Author(s):
Santos, Luís Paulo
; Coelho, Vítor
; Bernardes, P.
; Proença, Alberto José
Date: 2005
Persistent ID: http://hdl.handle.net/1822/3513
Origin: RepositóriUM - Universidade do Minho
Subject(s): Distributed network graphics; Ray tracing; Archaeology
Description
Comunicação apresentada no 6th International Symposium on Virtual Reality, Archaeology and Cultural Heritage (VAST 2005), Pisa, Italy, 8-11 Novembro 2005. Fast and affordable computing systems currently support walkthroughs into virtual reconstructed sites, with fast frame
rate generation of synthetic images. However, archaeologists still complain about the lack of realism in these interactive tours,
mainly due to the false ambient illumination. Accurate visualizations require physically based global illumination models
to render the scenes, which are computationally too demanding.
Faster systems and novel rendering techniques are required: current clusters provide a feasible and
affordable path towards these goals, and we developed a framework to support smooth virtual walkthroughs,
using progressive rendering to converge to high fidelity images whenever computing power surplus is available.
This framework exploits spatial and temporal coherence among
successive frames, serving multiple clients that share and
interact with the same virtual model, while maintaining each its
own view of the model. It is based on a three-tier architecture:
the outer layer embodies light-weight visualization clients, which
perform all the user interactions and display the final images
using the available graphics hardware; the inner layer is a
parallel version of a physically based ray tracer running on a
cluster of off-the-shelf PCs; in the middle layer lies the shading
management agent (SMA), which monitors the clients' states,
supplies each with properly shaded 3D points, maintains a cache of
previously rendered geometry and requests relevant shading samples
to the parallel renderer, whenever required.
A prototype of a high fidelity walkthrough in the archaeologic
virtual model of the roman town of Bracara Augusta was developed,
and the current evaluation tests aimed to measure the performance
improvements due to the use of SMA caches and associated parallel
rendering capabilities. Preliminary results show that interactive
frame rates are sustainable and the system is highly responsive.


A verbatim reproduction of the lines below, from the line containing "Could you detect" through the line containing "Locate 'tree'. Use", both ends included, is the whole required output.

*** Block opens ***

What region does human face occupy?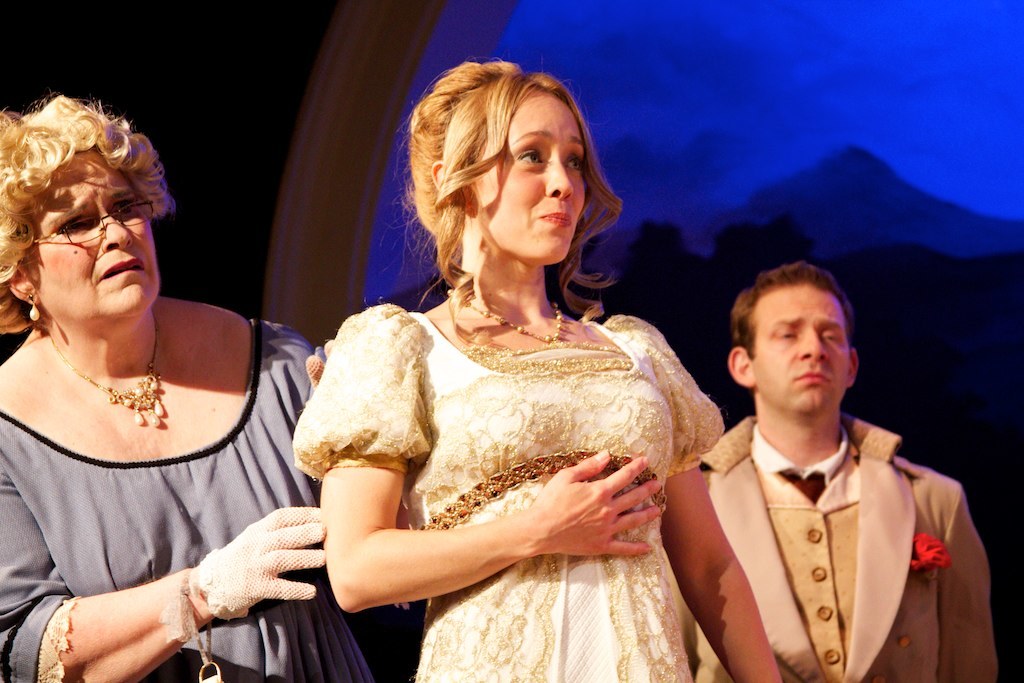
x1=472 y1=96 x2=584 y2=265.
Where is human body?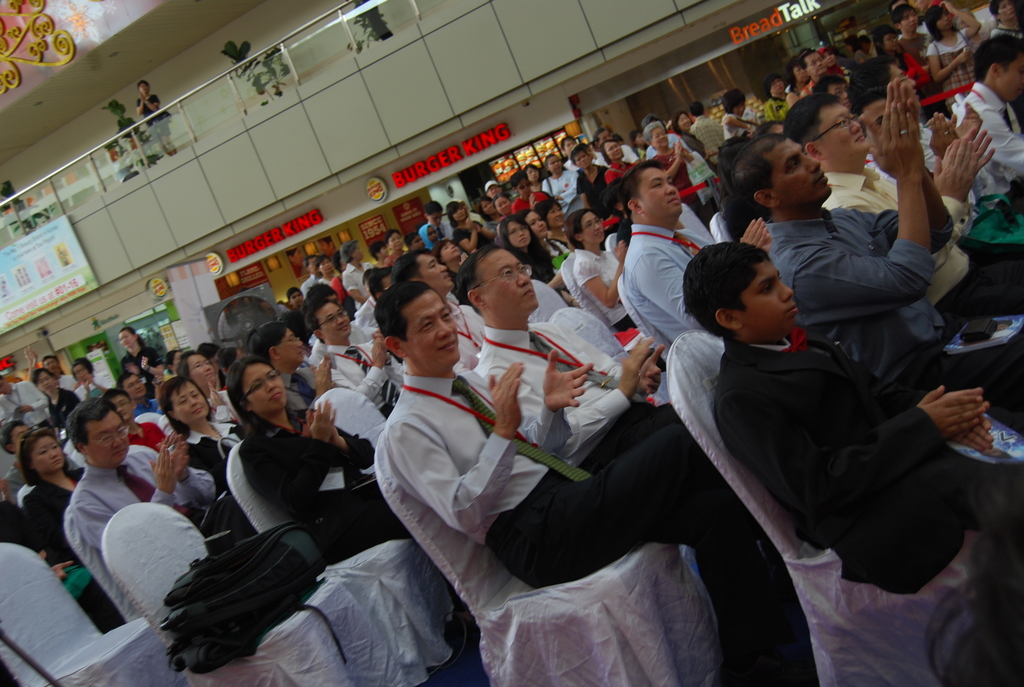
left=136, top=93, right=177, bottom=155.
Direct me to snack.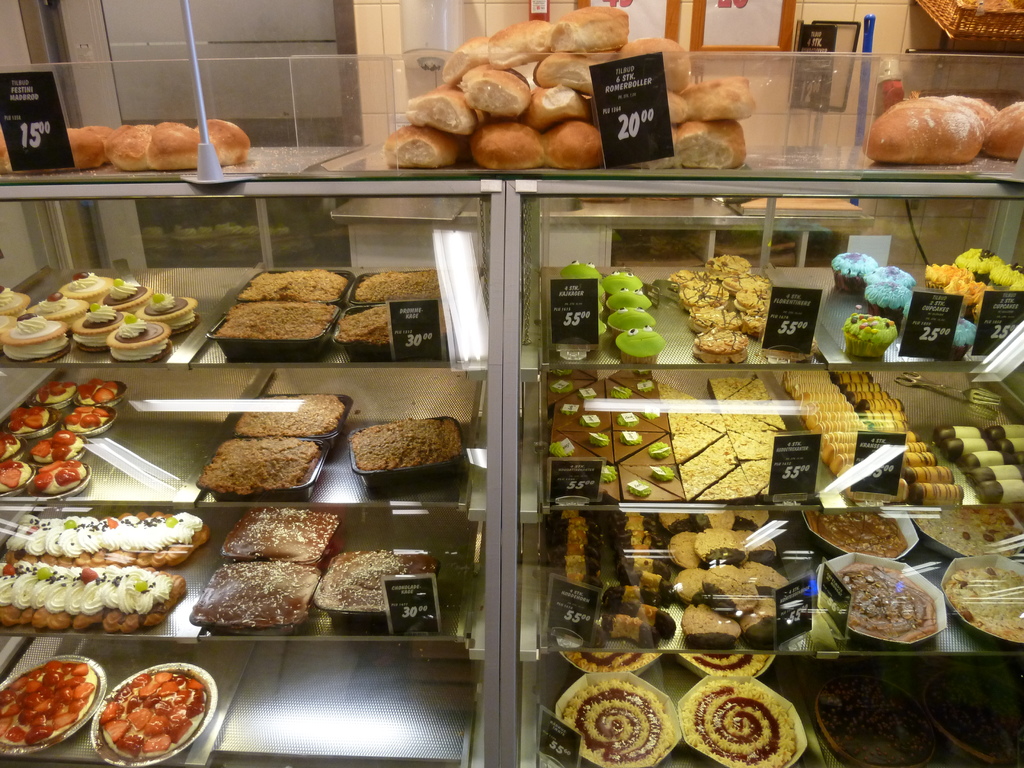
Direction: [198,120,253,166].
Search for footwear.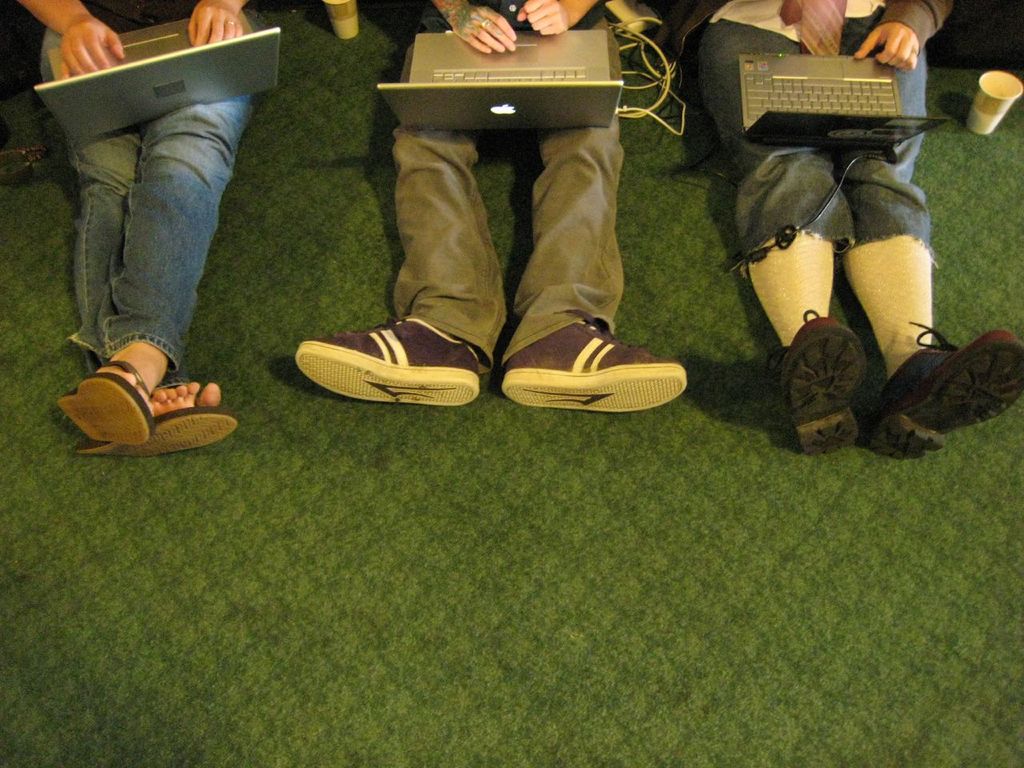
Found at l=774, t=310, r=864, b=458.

*** Block closes ***
*** Block opens ***

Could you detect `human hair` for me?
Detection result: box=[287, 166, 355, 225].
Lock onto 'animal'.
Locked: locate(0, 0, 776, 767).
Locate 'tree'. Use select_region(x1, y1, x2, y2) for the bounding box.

*** Block closes ***
*** Block opens ***

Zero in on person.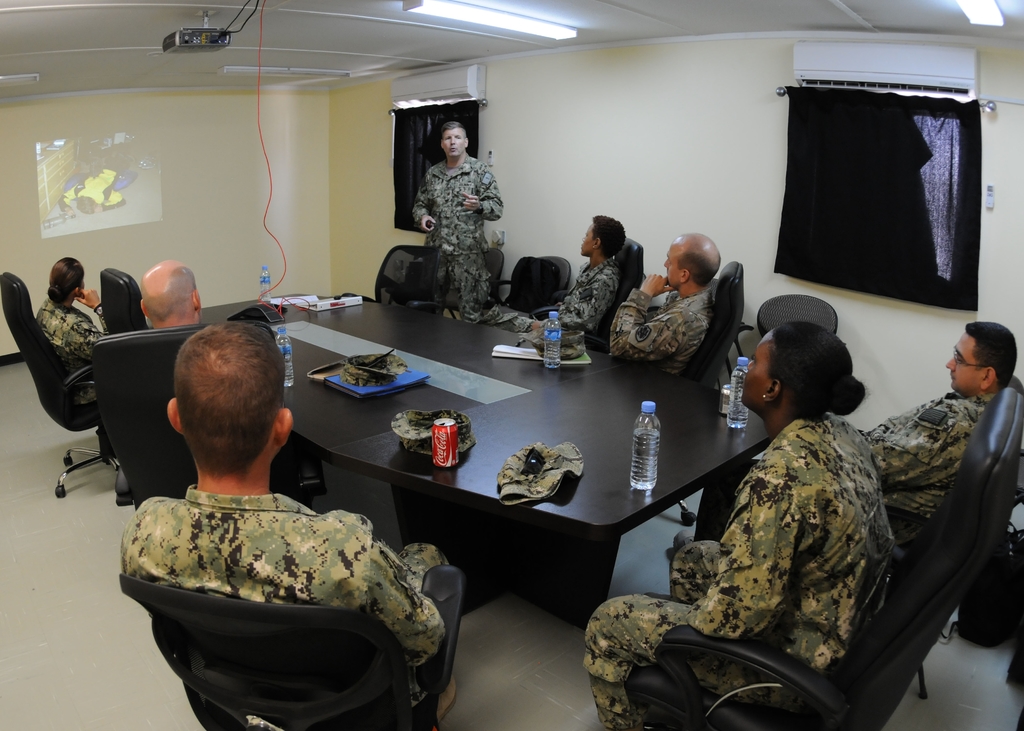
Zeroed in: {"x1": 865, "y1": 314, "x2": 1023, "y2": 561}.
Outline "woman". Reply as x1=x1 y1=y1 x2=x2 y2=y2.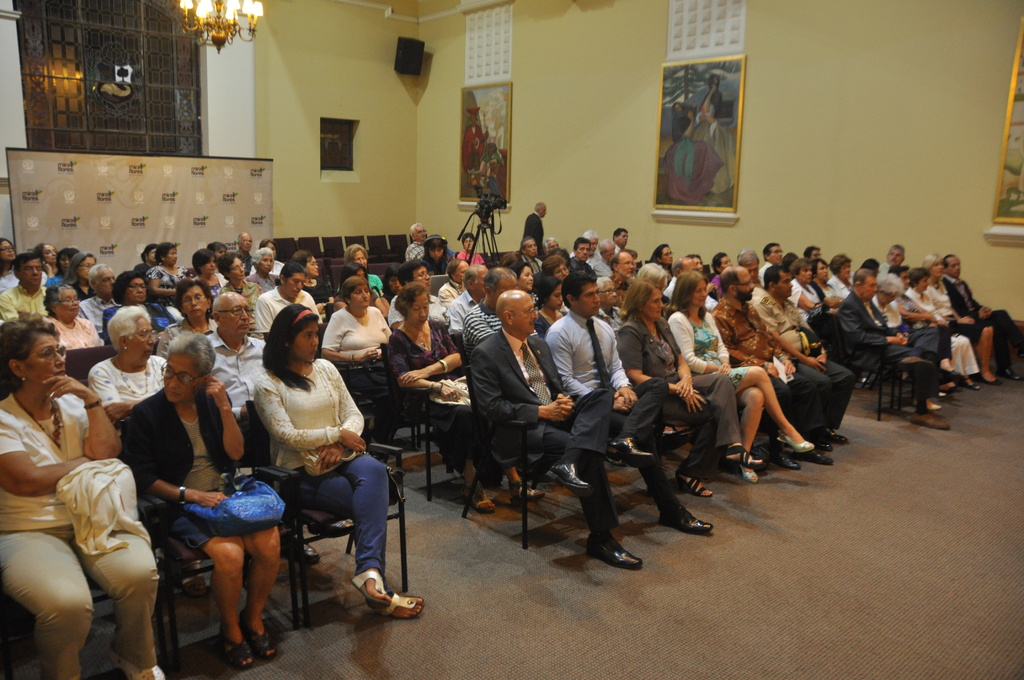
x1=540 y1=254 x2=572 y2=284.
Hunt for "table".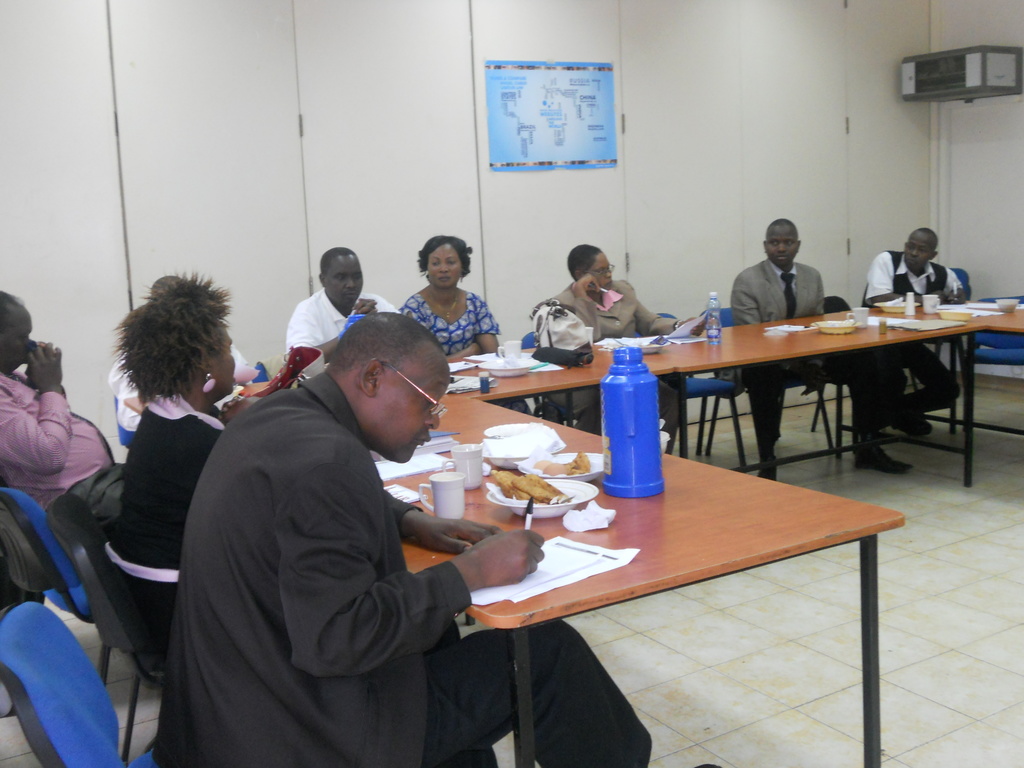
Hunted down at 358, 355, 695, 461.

*** Block closes ***

§ SOLUTION:
Could you detect `human hair` for me?
Detection result: box=[287, 166, 355, 225].
Lock onto 'animal'.
Locked: locate(0, 0, 776, 767).
Locate 'tree'. Use select_region(x1, y1, x2, y2) for the bounding box.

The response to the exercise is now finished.